Food forensics is the science that applies molecular biological methods to analyze food origin and detect frauds. Food adulteration has always been a problem throughout history, particularly for niche or highly valuable products. The determination of new and more sensible methods for the traceability of food and feed, is a continuous arms race between institutions and fraudsters.

Most common frauds are cut or complete substitution of food items with less valuable products, or the falsification of marks of origin/quality.

Spices have been always subjected to adulteration due to their high price. Saffron is considered by many the most precious and expensive spice of all, and its traceability is becoming more and more important, as the demand for a high-quality saffron increase in the market. Saffron itself is made of dried stigmas collected from a cultivated plant, Crocus sativus, the traditional cultivation method has very low yields and it’s, in part, responsible for its price.

Today’s paper (Vikram Khilare et al, 2019, Food Chemistry) deals with the different kinds of analysis that are used to evaluate the quality of saffron samples (total 36), that were collected in different locations in India.


Types of adulterations

The researchers created 3 categories of the most common saffron frauds:

  1. Substitution with similar materials: herbal materials such as beet fibers, pomegranate fibers, red-dyed silk fibers, or Auto adulteration. The latter consists in using other parts of the same plant (Crocus sativus), different from stigmas.
  2. Augmentation of saffron mass: by soaking the fibers in oils or glycerin.
  3. Use of dyes: natural or artificial. Particularly important when the sample is cut with colorless fibers.

The Analysis

In the paper three different kinds of tests are used, the standard ISO method, a classic microscopic observation, and a new DNA-based approach.

The standard for saffron analysis is the ISO 3632-1:2011, where is reported the standardized method for the classification of saffron in five different quality categories. It is based on the detection of two different metabolites by direct measure of absorbance. Safranal is detected at 443nm, it is a volatile compound responsible for the saffron aroma. Crocin is detected at 308nm, and is responsible for color intensity.

Using direct reading of the absorbance from 1% aqueous solutions of dried saffron, each sample is assign to a particular quality category. Note that the analysis itself is not based on the detection of saffron-unique molecules, and that the analysis itself is pretty rapid and cheap.

The other two analyses were a simple observation under 40x magnification, focusing in particular on the fibers structure and color distribution, the other one was a metabarcoding analysis.

Simple comparison of an authentic saffron stigma (left) and an adulterated sample. Note the differences in fiber structure and the uneven color distribution in the picture on the right (dye aggregates "AD").

Barcodes are DNA markers that are selected to identify unknown species (or other taxonomical levels) present in a particular sample. The sequence is selected among highly conserved genes: the barcode needs to be sufficiently variable to allow the detection at the species level, exploiting the different genes variants.

In this case, a portion of the rbcL (RuBisCO enzyme) gene was selected and amplified through PCR. The amplicon was then sequenced through the Sanger sequencing method, and the barcodes were compared on different databases. Both NCBI and BOLD were used to detect the species present in the sample.


Example of the results given by the database analysis. For each sample one or more species have been identified, for each species, a percentage of identity is given. Higher the identity higher is the match of the unknown sample with that particular species, the e-value is an error value that for good assignments needs to be as low as possible. Full picture in the additional material of the paper.


Results

How many of the samples were adulterated?

By using the barcode analysis as a reference, 10 samples showed the presence of tissue coming from different species and were considered adulterated (2 samples did not recover a usable PCR product). The adulterated samples were also identified by using other methods. In particular, the microscopic analysis revealed easily the presence of extraneous tissues with un-even coloration (artificially dyed).

 

What is the quality of the product in the market?

None of the samples belong to high-quality categories I and II, only 20% of the sample reached category III, 36% were classified as category IV, and the remaining samples didn’t meet the standard and were not classified in any category. The ISO methodology is able to detect true saffron samples even without the exploitation of species-specific compound like DNA or proteins, and can also be used against auto adulteration, because diluted samples will result in lower concentration of metabolites, and so will be assign to lower quality categories.

 

Full article available here

Khilare, V., Tiknaik, A., Prakash, B., Ughade, B., Korhale, G., Nalage, D., ... & Khedkar, G. (2019). Multiple tests on saffron find new adulterant materials and reveal that Ist grade saffron is rare in the market. Food chemistry, 272, 635-642.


» EXERCISE
Check each line below for the word "lacks", and copy those that have it.

#### DATA FOR ANALYSIS

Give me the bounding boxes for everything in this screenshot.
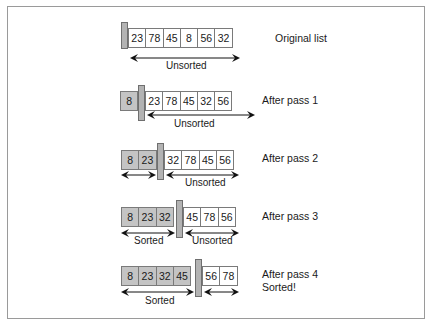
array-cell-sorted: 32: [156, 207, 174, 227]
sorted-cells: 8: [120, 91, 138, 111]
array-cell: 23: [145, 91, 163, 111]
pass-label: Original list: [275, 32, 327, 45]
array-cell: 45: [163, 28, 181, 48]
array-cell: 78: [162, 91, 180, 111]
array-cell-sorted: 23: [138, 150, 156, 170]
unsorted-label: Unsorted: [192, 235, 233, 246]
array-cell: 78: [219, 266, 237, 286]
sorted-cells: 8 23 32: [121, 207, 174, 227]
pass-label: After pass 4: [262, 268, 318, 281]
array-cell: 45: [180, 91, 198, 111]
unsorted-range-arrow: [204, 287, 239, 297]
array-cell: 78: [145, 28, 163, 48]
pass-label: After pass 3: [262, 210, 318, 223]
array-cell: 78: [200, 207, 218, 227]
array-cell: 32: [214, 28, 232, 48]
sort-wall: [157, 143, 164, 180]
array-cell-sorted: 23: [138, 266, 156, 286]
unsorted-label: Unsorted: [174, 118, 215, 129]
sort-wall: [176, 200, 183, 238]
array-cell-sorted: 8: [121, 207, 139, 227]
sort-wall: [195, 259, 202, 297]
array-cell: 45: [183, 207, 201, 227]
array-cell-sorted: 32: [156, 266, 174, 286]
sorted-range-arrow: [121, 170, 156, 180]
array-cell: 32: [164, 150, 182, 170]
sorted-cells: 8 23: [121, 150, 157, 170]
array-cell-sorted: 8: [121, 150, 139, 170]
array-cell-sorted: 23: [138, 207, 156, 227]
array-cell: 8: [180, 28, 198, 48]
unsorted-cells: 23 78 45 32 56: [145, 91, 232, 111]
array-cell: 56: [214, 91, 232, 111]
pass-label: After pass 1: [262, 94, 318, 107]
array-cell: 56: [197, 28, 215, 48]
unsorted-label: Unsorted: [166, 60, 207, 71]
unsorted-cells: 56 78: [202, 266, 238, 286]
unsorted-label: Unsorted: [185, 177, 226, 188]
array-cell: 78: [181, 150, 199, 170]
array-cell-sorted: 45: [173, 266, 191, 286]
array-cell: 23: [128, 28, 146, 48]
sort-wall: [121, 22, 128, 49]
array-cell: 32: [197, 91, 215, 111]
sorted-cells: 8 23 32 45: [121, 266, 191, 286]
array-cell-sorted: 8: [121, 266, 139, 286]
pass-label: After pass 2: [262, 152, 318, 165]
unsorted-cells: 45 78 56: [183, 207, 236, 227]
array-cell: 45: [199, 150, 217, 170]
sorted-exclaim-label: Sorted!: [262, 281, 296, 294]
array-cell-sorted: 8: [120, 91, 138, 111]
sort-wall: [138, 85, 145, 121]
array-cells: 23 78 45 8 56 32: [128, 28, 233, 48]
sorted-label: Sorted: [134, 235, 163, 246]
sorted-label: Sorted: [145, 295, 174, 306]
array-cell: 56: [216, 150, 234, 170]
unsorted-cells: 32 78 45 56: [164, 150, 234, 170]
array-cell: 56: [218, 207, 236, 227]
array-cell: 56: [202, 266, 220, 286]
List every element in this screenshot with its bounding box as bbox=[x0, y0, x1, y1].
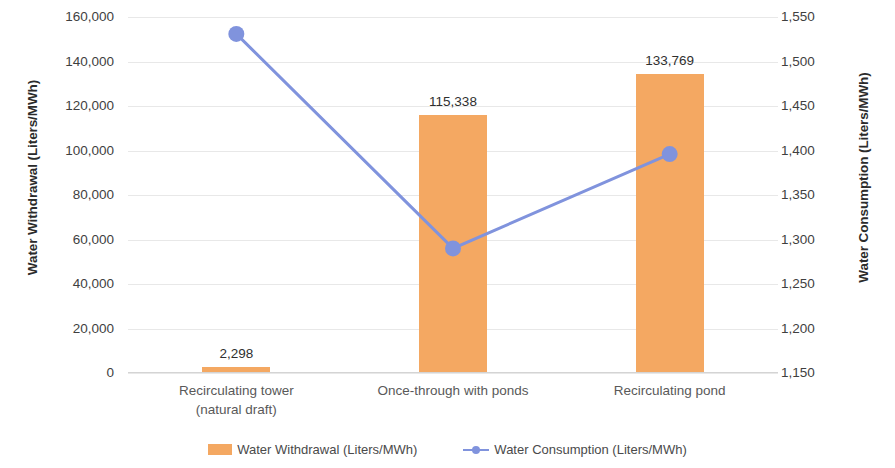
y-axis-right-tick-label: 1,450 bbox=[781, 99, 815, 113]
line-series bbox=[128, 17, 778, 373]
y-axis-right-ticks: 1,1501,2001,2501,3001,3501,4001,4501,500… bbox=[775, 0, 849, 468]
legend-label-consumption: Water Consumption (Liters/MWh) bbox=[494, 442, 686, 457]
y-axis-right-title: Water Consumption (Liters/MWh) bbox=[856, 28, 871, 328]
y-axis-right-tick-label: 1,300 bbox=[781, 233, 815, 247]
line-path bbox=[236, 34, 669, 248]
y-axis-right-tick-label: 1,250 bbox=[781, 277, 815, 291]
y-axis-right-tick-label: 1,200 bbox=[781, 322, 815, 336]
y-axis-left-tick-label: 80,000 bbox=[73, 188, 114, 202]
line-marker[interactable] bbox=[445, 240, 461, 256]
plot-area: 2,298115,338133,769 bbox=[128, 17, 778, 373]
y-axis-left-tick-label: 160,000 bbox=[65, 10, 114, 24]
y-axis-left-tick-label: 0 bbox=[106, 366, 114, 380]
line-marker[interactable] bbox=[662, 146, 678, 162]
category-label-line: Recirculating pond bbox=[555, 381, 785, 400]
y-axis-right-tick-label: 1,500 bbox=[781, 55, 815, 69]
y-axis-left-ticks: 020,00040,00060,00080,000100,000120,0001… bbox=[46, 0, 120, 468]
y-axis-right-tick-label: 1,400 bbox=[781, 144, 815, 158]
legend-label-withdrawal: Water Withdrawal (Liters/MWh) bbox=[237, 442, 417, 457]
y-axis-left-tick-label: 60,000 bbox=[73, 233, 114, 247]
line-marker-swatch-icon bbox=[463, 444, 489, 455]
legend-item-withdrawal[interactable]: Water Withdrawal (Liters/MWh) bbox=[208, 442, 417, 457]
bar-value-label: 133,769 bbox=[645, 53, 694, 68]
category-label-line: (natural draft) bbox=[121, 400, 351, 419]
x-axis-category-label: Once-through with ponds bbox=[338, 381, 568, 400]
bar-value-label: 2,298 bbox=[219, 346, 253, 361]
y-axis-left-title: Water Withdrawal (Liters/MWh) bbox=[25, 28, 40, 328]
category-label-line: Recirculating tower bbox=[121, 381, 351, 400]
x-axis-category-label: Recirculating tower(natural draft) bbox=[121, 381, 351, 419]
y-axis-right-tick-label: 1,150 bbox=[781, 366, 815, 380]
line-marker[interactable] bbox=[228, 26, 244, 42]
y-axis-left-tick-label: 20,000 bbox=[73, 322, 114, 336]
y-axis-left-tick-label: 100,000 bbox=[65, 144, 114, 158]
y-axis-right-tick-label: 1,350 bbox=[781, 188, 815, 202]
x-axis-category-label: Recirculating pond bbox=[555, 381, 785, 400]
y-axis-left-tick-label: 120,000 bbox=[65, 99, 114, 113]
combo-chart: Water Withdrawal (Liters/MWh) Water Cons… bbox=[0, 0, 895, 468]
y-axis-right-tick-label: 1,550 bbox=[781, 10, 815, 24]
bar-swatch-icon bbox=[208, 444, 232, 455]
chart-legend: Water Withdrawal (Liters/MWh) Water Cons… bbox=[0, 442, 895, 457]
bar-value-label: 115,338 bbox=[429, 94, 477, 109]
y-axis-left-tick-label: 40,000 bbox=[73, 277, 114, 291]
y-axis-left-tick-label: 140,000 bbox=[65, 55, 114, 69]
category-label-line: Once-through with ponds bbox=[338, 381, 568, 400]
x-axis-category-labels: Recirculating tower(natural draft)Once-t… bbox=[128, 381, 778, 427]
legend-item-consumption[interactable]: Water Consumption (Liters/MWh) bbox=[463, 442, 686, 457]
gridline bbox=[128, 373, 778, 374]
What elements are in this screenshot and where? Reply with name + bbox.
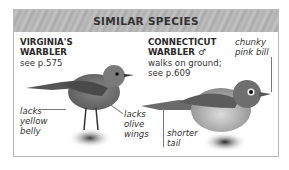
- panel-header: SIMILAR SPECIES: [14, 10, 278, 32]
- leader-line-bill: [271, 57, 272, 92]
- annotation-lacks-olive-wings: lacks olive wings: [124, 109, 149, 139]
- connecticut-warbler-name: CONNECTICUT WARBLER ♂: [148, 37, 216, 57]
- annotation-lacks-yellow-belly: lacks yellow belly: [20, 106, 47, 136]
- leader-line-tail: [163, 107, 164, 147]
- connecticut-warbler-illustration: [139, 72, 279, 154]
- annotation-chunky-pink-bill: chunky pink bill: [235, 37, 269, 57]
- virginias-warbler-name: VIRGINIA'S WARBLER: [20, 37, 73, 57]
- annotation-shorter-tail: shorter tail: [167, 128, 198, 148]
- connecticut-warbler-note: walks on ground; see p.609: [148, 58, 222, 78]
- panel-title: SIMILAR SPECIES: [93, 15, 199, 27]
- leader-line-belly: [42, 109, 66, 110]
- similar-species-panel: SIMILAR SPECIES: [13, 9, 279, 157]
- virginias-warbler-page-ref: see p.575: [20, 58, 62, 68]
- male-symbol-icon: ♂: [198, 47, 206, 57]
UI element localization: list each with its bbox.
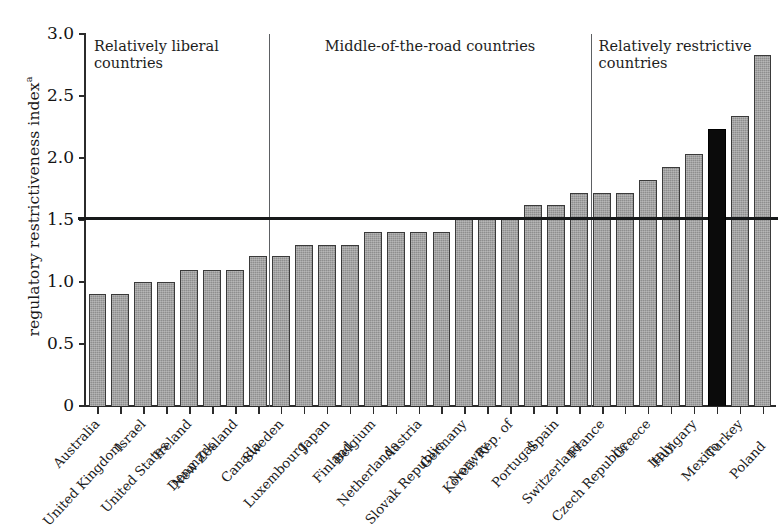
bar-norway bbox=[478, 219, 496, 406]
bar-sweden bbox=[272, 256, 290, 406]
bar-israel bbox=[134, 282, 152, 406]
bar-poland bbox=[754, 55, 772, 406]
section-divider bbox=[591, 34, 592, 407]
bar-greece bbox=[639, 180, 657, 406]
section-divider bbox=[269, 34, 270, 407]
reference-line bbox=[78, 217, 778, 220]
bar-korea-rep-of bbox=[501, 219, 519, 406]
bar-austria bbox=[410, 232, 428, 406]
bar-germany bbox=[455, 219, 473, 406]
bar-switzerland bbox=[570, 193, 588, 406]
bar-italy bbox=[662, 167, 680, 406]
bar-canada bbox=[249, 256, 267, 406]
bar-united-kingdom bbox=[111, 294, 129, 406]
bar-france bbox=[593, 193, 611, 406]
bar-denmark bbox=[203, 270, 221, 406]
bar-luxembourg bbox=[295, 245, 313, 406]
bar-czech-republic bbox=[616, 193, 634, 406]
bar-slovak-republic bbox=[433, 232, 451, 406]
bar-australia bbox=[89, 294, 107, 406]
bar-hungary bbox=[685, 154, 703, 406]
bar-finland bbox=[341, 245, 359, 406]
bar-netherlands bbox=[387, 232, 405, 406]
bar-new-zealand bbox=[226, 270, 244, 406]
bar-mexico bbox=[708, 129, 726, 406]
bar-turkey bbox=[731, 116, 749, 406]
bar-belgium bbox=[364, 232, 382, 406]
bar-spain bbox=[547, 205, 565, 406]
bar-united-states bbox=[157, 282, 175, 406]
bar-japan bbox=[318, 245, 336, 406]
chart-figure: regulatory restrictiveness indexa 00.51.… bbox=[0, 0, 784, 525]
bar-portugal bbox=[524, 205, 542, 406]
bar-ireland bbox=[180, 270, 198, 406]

########

» TASK SOLUTION
- annotation-lacks-olive-wings: lacks olive wings: [124, 109, 149, 139]
- annotation-lacks-yellow-belly: lacks yellow belly: [20, 106, 47, 136]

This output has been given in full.